Pixel coordinate grounding data:
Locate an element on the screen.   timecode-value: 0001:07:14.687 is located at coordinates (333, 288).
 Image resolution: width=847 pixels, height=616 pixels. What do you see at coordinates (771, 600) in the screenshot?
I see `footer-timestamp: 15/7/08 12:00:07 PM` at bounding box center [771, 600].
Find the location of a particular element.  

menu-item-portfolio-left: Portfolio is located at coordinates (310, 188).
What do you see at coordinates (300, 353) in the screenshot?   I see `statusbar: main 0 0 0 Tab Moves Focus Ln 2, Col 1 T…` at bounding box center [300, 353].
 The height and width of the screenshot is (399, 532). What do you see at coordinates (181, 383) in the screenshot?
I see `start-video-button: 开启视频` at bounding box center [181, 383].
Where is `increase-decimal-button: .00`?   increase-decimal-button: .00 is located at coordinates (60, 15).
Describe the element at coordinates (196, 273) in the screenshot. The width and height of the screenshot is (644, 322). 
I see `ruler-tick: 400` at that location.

WHAT THE EXERCISE ASKS ▸
With nothing omitted, set down all of the records again.

SOLUTION FOR THIS PROBLEM ▸
Locate an element on the screen.   timecode-value: 0001:07:14.687 is located at coordinates (333, 288).
 Image resolution: width=847 pixels, height=616 pixels. What do you see at coordinates (771, 600) in the screenshot?
I see `footer-timestamp: 15/7/08 12:00:07 PM` at bounding box center [771, 600].
Find the location of a particular element.  

menu-item-portfolio-left: Portfolio is located at coordinates (310, 188).
What do you see at coordinates (300, 353) in the screenshot?   I see `statusbar: main 0 0 0 Tab Moves Focus Ln 2, Col 1 T…` at bounding box center [300, 353].
 The height and width of the screenshot is (399, 532). What do you see at coordinates (181, 383) in the screenshot?
I see `start-video-button: 开启视频` at bounding box center [181, 383].
Where is `increase-decimal-button: .00`?   increase-decimal-button: .00 is located at coordinates (60, 15).
Describe the element at coordinates (196, 273) in the screenshot. The width and height of the screenshot is (644, 322). 
I see `ruler-tick: 400` at that location.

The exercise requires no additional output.